Raja Abdulrahim, who in 2004 received a $2500 academic scholarship from CAIR, now writes for the Los Angeles Times, where she covers up for Muslim American groups, CAIR among them.
The "Fact Checker" at the Washington Post is misnamed when it comes to the Council on American Islamic Relations' Hamas connections. And Post political humorist Dana Milbank falls flat when he sneers at CAIR's critics.
Some commentators claim the Muslim Brotherhood has moderated. But the new leadership that took over in 2010 is "generally viewed as a victory for the Brotherhood's conservative wing and a marginalization of its reformist trend."
The Muslim Brotherhood, the mothership of Sunni Muslim radicalism, is anti-Western, anti-American and anti-Jewish. The Washington Post has a hard time saying so.

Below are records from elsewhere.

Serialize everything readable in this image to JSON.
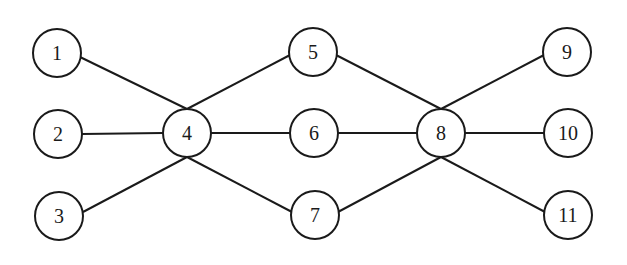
{
  "diagram": {
    "type": "graph",
    "stroke_color": "#1a1a1a",
    "node_radius": 24,
    "nodes": [
      {
        "id": "1",
        "label": "1",
        "x": 57,
        "y": 53
      },
      {
        "id": "2",
        "label": "2",
        "x": 58,
        "y": 134
      },
      {
        "id": "3",
        "label": "3",
        "x": 59,
        "y": 216
      },
      {
        "id": "4",
        "label": "4",
        "x": 187,
        "y": 133
      },
      {
        "id": "5",
        "label": "5",
        "x": 313,
        "y": 52
      },
      {
        "id": "6",
        "label": "6",
        "x": 314,
        "y": 133
      },
      {
        "id": "7",
        "label": "7",
        "x": 315,
        "y": 215
      },
      {
        "id": "8",
        "label": "8",
        "x": 441,
        "y": 133
      },
      {
        "id": "9",
        "label": "9",
        "x": 567,
        "y": 52
      },
      {
        "id": "10",
        "label": "10",
        "x": 568,
        "y": 133
      },
      {
        "id": "11",
        "label": "11",
        "x": 568,
        "y": 215
      }
    ],
    "edges": [
      {
        "from": "1",
        "to": "4",
        "x1": 80,
        "y1": 57,
        "x2": 187,
        "y2": 109
      },
      {
        "from": "2",
        "to": "4",
        "x1": 82,
        "y1": 134,
        "x2": 163,
        "y2": 133
      },
      {
        "from": "3",
        "to": "4",
        "x1": 83,
        "y1": 212,
        "x2": 187,
        "y2": 157
      },
      {
        "from": "4",
        "to": "5",
        "x1": 187,
        "y1": 109,
        "x2": 290,
        "y2": 55
      },
      {
        "from": "4",
        "to": "6",
        "x1": 211,
        "y1": 133,
        "x2": 290,
        "y2": 133
      },
      {
        "from": "4",
        "to": "7",
        "x1": 187,
        "y1": 157,
        "x2": 292,
        "y2": 212
      },
      {
        "from": "5",
        "to": "8",
        "x1": 336,
        "y1": 55,
        "x2": 441,
        "y2": 109
      },
      {
        "from": "6",
        "to": "8",
        "x1": 338,
        "y1": 133,
        "x2": 417,
        "y2": 133
      },
      {
        "from": "7",
        "to": "8",
        "x1": 338,
        "y1": 212,
        "x2": 441,
        "y2": 157
      },
      {
        "from": "8",
        "to": "9",
        "x1": 441,
        "y1": 109,
        "x2": 544,
        "y2": 55
      },
      {
        "from": "8",
        "to": "10",
        "x1": 465,
        "y1": 133,
        "x2": 544,
        "y2": 133
      },
      {
        "from": "8",
        "to": "11",
        "x1": 441,
        "y1": 157,
        "x2": 545,
        "y2": 212
      }
    ]
  }
}
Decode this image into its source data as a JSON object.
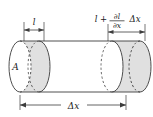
{
  "figure": {
    "type": "physics-diagram",
    "background_color": "#ffffff",
    "outline_color": "#3c3c3c",
    "shade_color": "#e0e0e0",
    "text_color": "#1a1a1a"
  },
  "labels": {
    "area": "A",
    "left_thickness": "l",
    "right_thickness_base": "l",
    "right_plus": "+",
    "right_numerator": "∂l",
    "right_denominator": "∂x",
    "right_delta": "Δx",
    "axial_length_delta": "Δ",
    "axial_length_var": "x",
    "axial_length": "Δx"
  },
  "geometry": {
    "cylinder_left_x": 20,
    "cylinder_right_x": 140,
    "cylinder_top_y": 41,
    "cylinder_bottom_y": 92,
    "ellipse_rx": 11,
    "ellipse_ry": 25.5,
    "left_slab_start_x": 20,
    "left_slab_end_x": 39,
    "right_slab_start_x": 112,
    "right_slab_end_x": 140,
    "dim_left_y": 26,
    "dim_right_y": 28,
    "dim_bottom_y": 105
  }
}
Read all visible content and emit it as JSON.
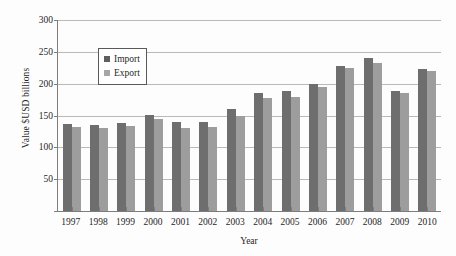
{
  "chart_data": {
    "type": "bar",
    "title": "",
    "xlabel": "Year",
    "ylabel": "Value $USD billions",
    "ylim": [
      0,
      300
    ],
    "yticks": [
      0,
      50,
      100,
      150,
      200,
      250,
      300
    ],
    "ytick_labels": [
      "",
      "50",
      "100",
      "150",
      "200",
      "250",
      "300"
    ],
    "grid": true,
    "legend_position": "upper-left-inside",
    "categories": [
      "1997",
      "1998",
      "1999",
      "2000",
      "2001",
      "2002",
      "2003",
      "2004",
      "2005",
      "2006",
      "2007",
      "2008",
      "2009",
      "2010"
    ],
    "series": [
      {
        "name": "Import",
        "color": "#6e6e6e",
        "values": [
          137,
          135,
          139,
          151,
          140,
          140,
          160,
          186,
          188,
          199,
          228,
          240,
          189,
          223
        ]
      },
      {
        "name": "Export",
        "color": "#9d9d9d",
        "values": [
          132,
          130,
          133,
          144,
          131,
          132,
          150,
          177,
          179,
          195,
          224,
          232,
          186,
          220
        ]
      }
    ]
  },
  "legend": {
    "items": [
      {
        "label": "Import",
        "swatch": "import-swatch"
      },
      {
        "label": "Export",
        "swatch": "export-swatch"
      }
    ]
  }
}
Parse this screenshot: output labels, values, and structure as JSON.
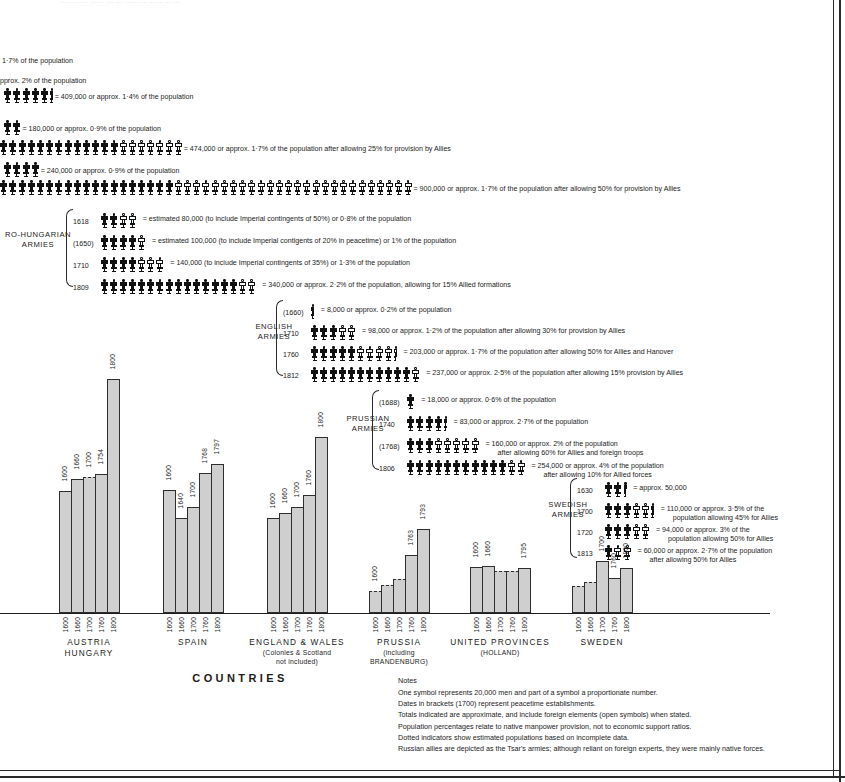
{
  "meta": {
    "cropped_top_line": "…………   ……  …  …   ………  ……   …  …"
  },
  "top_rows": [
    {
      "id": "row-crop-1",
      "caption": "1·7% of the population",
      "symbols": []
    },
    {
      "id": "row-crop-2",
      "caption": "approx. 2% of the population",
      "symbols": []
    },
    {
      "id": "row-french-409",
      "caption": "= 409,000 or approx. 1·4% of the population",
      "solid": 5,
      "open": 0,
      "partial": "solid"
    },
    {
      "id": "row-russian-180",
      "caption": "= 180,000 or approx. 0·9% of the population",
      "solid": 2,
      "open": 0,
      "partial": "none"
    },
    {
      "id": "row-474",
      "caption": "= 474,000 or approx. 1·7% of the population after allowing 25% for provision by Allies",
      "solid": 13,
      "open": 7,
      "partial": "none"
    },
    {
      "id": "row-240",
      "caption": "= 240,000 or approx. 0·9% of the population",
      "solid": 4,
      "open": 0,
      "partial": "none"
    },
    {
      "id": "row-900",
      "caption": "= 900,000 or approx. 1·7% of the population after allowing 50% for provision by Allies",
      "solid": 19,
      "open": 26,
      "partial": "none"
    }
  ],
  "army_groups": [
    {
      "id": "austro-hungarian",
      "title": "AUSTRO-HUNGARIAN\nARMIES",
      "title_lines": [
        "RO-HUNGARIAN",
        "ARMIES"
      ],
      "rows": [
        {
          "year": "1618",
          "solid": 2,
          "open": 2,
          "partial": "none",
          "caption": "=  estimated 80,000 (to include Imperial contingents of 50%) or 0·8% of the population"
        },
        {
          "year": "(1650)",
          "solid": 4,
          "open": 1,
          "partial": "none",
          "caption": "=  estimated 100,000 (to include Imperial contigents of 20% in peacetime) or 1% of the population"
        },
        {
          "year": "1710",
          "solid": 4,
          "open": 3,
          "partial": "none",
          "caption": "=  140,000 (to include Imperial contingents of 35%) or 1·3% of the population"
        },
        {
          "year": "1809",
          "solid": 15,
          "open": 2,
          "partial": "none",
          "caption": "=  340,000 or approx. 2·2% of the population, allowing for 15% Allied formations"
        }
      ]
    },
    {
      "id": "english",
      "title_lines": [
        "ENGLISH",
        "ARMIES"
      ],
      "rows": [
        {
          "year": "(1660)",
          "solid": 0,
          "open": 0,
          "partial": "solid",
          "caption": "=  8,000 or approx. 0·2% of the population"
        },
        {
          "year": "1710",
          "solid": 3,
          "open": 2,
          "partial": "none",
          "caption": "=  98,000 or approx. 1·2% of the population after allowing 30% for provision by Allies"
        },
        {
          "year": "1760",
          "solid": 5,
          "open": 4,
          "partial": "open",
          "caption": "=  203,000 or approx. 1·7% of the population after allowing 50% for Allies and Hanover"
        },
        {
          "year": "1812",
          "solid": 11,
          "open": 1,
          "partial": "none",
          "caption": "=  237,000 or approx. 2·5% of the population after allowing 15% provision by Allies"
        }
      ]
    },
    {
      "id": "prussian",
      "title_lines": [
        "PRUSSIAN",
        "ARMIES"
      ],
      "rows": [
        {
          "year": "(1688)",
          "solid": 1,
          "open": 0,
          "partial": "none",
          "caption": "=  18,000 or approx. 0·6% of the population"
        },
        {
          "year": "1740",
          "solid": 4,
          "open": 0,
          "partial": "solid",
          "caption": "=  83,000 or approx. 2·7% of the population"
        },
        {
          "year": "(1768)",
          "solid": 3,
          "open": 5,
          "partial": "none",
          "caption": "=  160,000 or approx. 2% of the population",
          "caption2": "after allowing 60% for Allies and foreign troops"
        },
        {
          "year": "1806",
          "solid": 11,
          "open": 2,
          "partial": "none",
          "caption": "=  254,000 or approx. 4% of the population",
          "caption2": "after allowing 10% for Allied forces"
        }
      ]
    },
    {
      "id": "swedish",
      "title_lines": [
        "SWEDISH",
        "ARMIES"
      ],
      "rows": [
        {
          "year": "1630",
          "solid": 2,
          "open": 0,
          "partial": "solid",
          "caption": "=  approx. 50,000"
        },
        {
          "year": "1700",
          "solid": 3,
          "open": 2,
          "partial": "solid",
          "caption": "=  110,000 or approx. 3·5% of the",
          "caption2": "population allowing 45% for Allies"
        },
        {
          "year": "1720",
          "solid": 3,
          "open": 2,
          "partial": "none",
          "caption": "=  94,000 or approx. 3% of the",
          "caption2": "population allowing 50% for Allies"
        },
        {
          "year": "1813",
          "solid": 1,
          "open": 2,
          "partial": "none",
          "caption": "=  60,000 or approx. 2·7% of the population",
          "caption2": "after allowing 50% for Allies"
        }
      ]
    }
  ],
  "chart_data": {
    "type": "bar",
    "title": "",
    "xlabel": "COUNTRIES",
    "ylabel": "",
    "grid": false,
    "legend": "none",
    "note": "Stepped bars: each country shows population at five dates; bar heights in chart units (px above baseline in the original plate).",
    "categories": [
      "RUSSIAN STATES",
      "AUSTRIA HUNGARY",
      "SPAIN",
      "ENGLAND & WALES",
      "PRUSSIA",
      "UNITED PROVINCES",
      "SWEDEN"
    ],
    "tick_labels": [
      "1600",
      "1660",
      "1700",
      "1760",
      "1800"
    ],
    "series": [
      {
        "name": "RUSSIAN STATES",
        "label_lines": [
          "RUSSIAN",
          "STATES"
        ],
        "sub": "",
        "cropped": true,
        "bars": [
          {
            "date": "1760",
            "height": 252,
            "dotted": false,
            "show_label": false
          },
          {
            "date": "1800",
            "height": 252,
            "dotted": false,
            "show_label": false
          }
        ]
      },
      {
        "name": "AUSTRIA HUNGARY",
        "label_lines": [
          "AUSTRIA",
          "HUNGARY"
        ],
        "sub": "",
        "bars": [
          {
            "date": "1600",
            "height": 122,
            "dotted": false,
            "show_label": true
          },
          {
            "date": "1660",
            "height": 134,
            "dotted": false,
            "show_label": true
          },
          {
            "date": "1700",
            "height": 136,
            "dotted": true,
            "show_label": true
          },
          {
            "date": "1754",
            "height": 139,
            "dotted": false,
            "show_label": true
          },
          {
            "date": "1800",
            "height": 234,
            "dotted": false,
            "show_label": true
          }
        ]
      },
      {
        "name": "SPAIN",
        "label_lines": [
          "SPAIN"
        ],
        "sub": "",
        "bars": [
          {
            "date": "1600",
            "height": 123,
            "dotted": false,
            "show_label": true
          },
          {
            "date": "1640",
            "height": 95,
            "dotted": false,
            "show_label": true
          },
          {
            "date": "1700",
            "height": 106,
            "dotted": false,
            "show_label": true
          },
          {
            "date": "1768",
            "height": 140,
            "dotted": false,
            "show_label": true
          },
          {
            "date": "1797",
            "height": 149,
            "dotted": false,
            "show_label": true
          }
        ]
      },
      {
        "name": "ENGLAND & WALES",
        "label_lines": [
          "ENGLAND  &  WALES"
        ],
        "sub": "(Colonies & Scotland\nnot included)",
        "sub_lines": [
          "(Colonies & Scotland",
          "not included)"
        ],
        "bars": [
          {
            "date": "1600",
            "height": 95,
            "dotted": false,
            "show_label": true
          },
          {
            "date": "1660",
            "height": 100,
            "dotted": false,
            "show_label": true
          },
          {
            "date": "1700",
            "height": 106,
            "dotted": false,
            "show_label": true
          },
          {
            "date": "1760",
            "height": 118,
            "dotted": false,
            "show_label": true
          },
          {
            "date": "1800",
            "height": 176,
            "dotted": false,
            "show_label": true
          }
        ]
      },
      {
        "name": "PRUSSIA",
        "label_lines": [
          "PRUSSIA"
        ],
        "sub": "(including BRANDENBURG)",
        "sub_lines": [
          "(including",
          "BRANDENBURG)"
        ],
        "bars": [
          {
            "date": "1600",
            "height": 22,
            "dotted": true,
            "show_label": true
          },
          {
            "date": "1660",
            "height": 28,
            "dotted": true,
            "show_label": false
          },
          {
            "date": "1700",
            "height": 34,
            "dotted": true,
            "show_label": false
          },
          {
            "date": "1763",
            "height": 58,
            "dotted": false,
            "show_label": true
          },
          {
            "date": "1793",
            "height": 84,
            "dotted": false,
            "show_label": true
          }
        ]
      },
      {
        "name": "UNITED PROVINCES",
        "label_lines": [
          "UNITED  PROVINCES"
        ],
        "sub": "(HOLLAND)",
        "sub_lines": [
          "(HOLLAND)"
        ],
        "bars": [
          {
            "date": "1600",
            "height": 46,
            "dotted": false,
            "show_label": true
          },
          {
            "date": "1660",
            "height": 47,
            "dotted": false,
            "show_label": true
          },
          {
            "date": "1700",
            "height": 42,
            "dotted": true,
            "show_label": false
          },
          {
            "date": "1760",
            "height": 42,
            "dotted": true,
            "show_label": false
          },
          {
            "date": "1795",
            "height": 45,
            "dotted": false,
            "show_label": true
          }
        ]
      },
      {
        "name": "SWEDEN",
        "label_lines": [
          "SWEDEN"
        ],
        "sub": "",
        "bars": [
          {
            "date": "1600",
            "height": 27,
            "dotted": true,
            "show_label": false
          },
          {
            "date": "1660",
            "height": 31,
            "dotted": true,
            "show_label": false
          },
          {
            "date": "1700",
            "height": 52,
            "dotted": false,
            "show_label": true
          },
          {
            "date": "1760",
            "height": 35,
            "dotted": false,
            "show_label": true
          },
          {
            "date": "1800",
            "height": 45,
            "dotted": false,
            "show_label": true
          }
        ]
      }
    ]
  },
  "notes": {
    "heading": "Notes",
    "lines": [
      "One symbol represents 20,000 men and part of a symbol a proportionate number.",
      "Dates in brackets (1700) represent peacetime establishments.",
      "Totals indicated are approximate, and include foreign elements (open symbols) when stated.",
      "Population percentages relate to native manpower provision, not to economic support ratios.",
      "Dotted indicators show estimated populations based on incomplete data.",
      "Russian allies are depicted as the Tsar's armies; although reliant on foreign experts, they were mainly native forces."
    ]
  },
  "colors": {
    "ink": "#1d1d1d",
    "bar_fill": "#cfcfcf",
    "bar_stroke": "#2e2e2e",
    "paper": "#ffffff"
  }
}
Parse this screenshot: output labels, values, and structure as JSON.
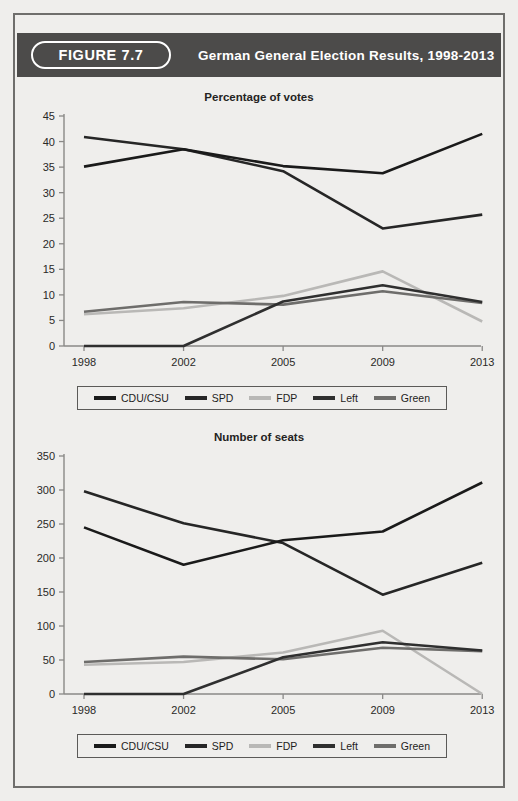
{
  "header": {
    "figure_badge": "FIGURE 7.7",
    "title": "German General Election Results, 1998-2013"
  },
  "colors": {
    "bar_background": "#4c4b4a",
    "page_background": "#efeeec",
    "frame": "#6f6e6c",
    "cdu_csu": "#1a1a1a",
    "spd": "#262626",
    "fdp": "#b9b8b6",
    "left": "#2f2f2f",
    "green": "#6e6d6b",
    "axis": "#8a8987",
    "text": "#242322"
  },
  "legend": {
    "entries": [
      {
        "label": "CDU/CSU",
        "color": "#1a1a1a"
      },
      {
        "label": "SPD",
        "color": "#262626"
      },
      {
        "label": "FDP",
        "color": "#b9b8b6"
      },
      {
        "label": "Left",
        "color": "#2f2f2f"
      },
      {
        "label": "Green",
        "color": "#6e6d6b"
      }
    ]
  },
  "chart_data": [
    {
      "id": "percentage-of-votes",
      "type": "line",
      "title": "Percentage of votes",
      "xlabel": "",
      "ylabel": "",
      "categories": [
        "1998",
        "2002",
        "2005",
        "2009",
        "2013"
      ],
      "x_ticks": [
        "1998",
        "2002",
        "2005",
        "2009",
        "2013"
      ],
      "y_ticks": [
        0,
        5,
        10,
        15,
        20,
        25,
        30,
        35,
        40,
        45
      ],
      "ylim": [
        0,
        45
      ],
      "grid": false,
      "legend_position": "bottom",
      "series": [
        {
          "name": "CDU/CSU",
          "color": "#1a1a1a",
          "values": [
            35.1,
            38.5,
            35.2,
            33.8,
            41.5
          ]
        },
        {
          "name": "SPD",
          "color": "#262626",
          "values": [
            40.9,
            38.5,
            34.2,
            23.0,
            25.7
          ]
        },
        {
          "name": "FDP",
          "color": "#b9b8b6",
          "values": [
            6.2,
            7.4,
            9.8,
            14.6,
            4.8
          ]
        },
        {
          "name": "Left",
          "color": "#2f2f2f",
          "values": [
            0.0,
            0.0,
            8.7,
            11.9,
            8.6
          ]
        },
        {
          "name": "Green",
          "color": "#6e6d6b",
          "values": [
            6.7,
            8.6,
            8.1,
            10.7,
            8.4
          ]
        }
      ]
    },
    {
      "id": "number-of-seats",
      "type": "line",
      "title": "Number of seats",
      "xlabel": "",
      "ylabel": "",
      "categories": [
        "1998",
        "2002",
        "2005",
        "2009",
        "2013"
      ],
      "x_ticks": [
        "1998",
        "2002",
        "2005",
        "2009",
        "2013"
      ],
      "y_ticks": [
        0,
        50,
        100,
        150,
        200,
        250,
        300,
        350
      ],
      "ylim": [
        0,
        350
      ],
      "grid": false,
      "legend_position": "bottom",
      "series": [
        {
          "name": "CDU/CSU",
          "color": "#1a1a1a",
          "values": [
            245,
            190,
            226,
            239,
            311
          ]
        },
        {
          "name": "SPD",
          "color": "#262626",
          "values": [
            298,
            251,
            222,
            146,
            193
          ]
        },
        {
          "name": "FDP",
          "color": "#b9b8b6",
          "values": [
            43,
            47,
            61,
            93,
            0
          ]
        },
        {
          "name": "Left",
          "color": "#2f2f2f",
          "values": [
            0,
            0,
            54,
            76,
            64
          ]
        },
        {
          "name": "Green",
          "color": "#6e6d6b",
          "values": [
            47,
            55,
            51,
            68,
            63
          ]
        }
      ]
    }
  ]
}
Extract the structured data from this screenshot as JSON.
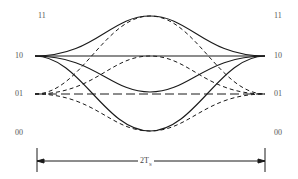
{
  "diagram": {
    "type": "eye/trellis diagram of symbol transitions",
    "levels": [
      {
        "label": "11",
        "y": 16
      },
      {
        "label": "10",
        "y": 56
      },
      {
        "label": "01",
        "y": 94
      },
      {
        "label": "00",
        "y": 133
      }
    ],
    "left_labels": [
      "11",
      "10",
      "01",
      "00"
    ],
    "right_labels": [
      "11",
      "10",
      "01",
      "00"
    ],
    "span": {
      "label_main": "2T",
      "label_sub": "S"
    },
    "colors": {
      "line": "#1a1a1a",
      "label": "#555555"
    }
  }
}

The Juilliard Journal is not known for hosting heated discussions about the Middle East. But it recently published a defamatory piece on Israel along with several letters from a group of connected anti-Israel activists lauding the piece.
After the publication of the Human Rights Council report on Israel's interception of the Mavi Marmara, the US ambassador to the HRC criticized the report's "unbalanced language, tone and conclusions." This article explains why the ambassador's assessment is correct.
Events at the Presbyterian Church (USA)'s General Assembly in July indicate that movers and shakers within the denomination are starting to recognize the threat anti-Zionism poses to their church.
The role of a news organization is to uncover and report the facts, not to hide them once they have already come to light. Yet Reuters inexcusably does the latter, suggesting today that Israeli soldiers might not have been attacked on the Mavi Marmara.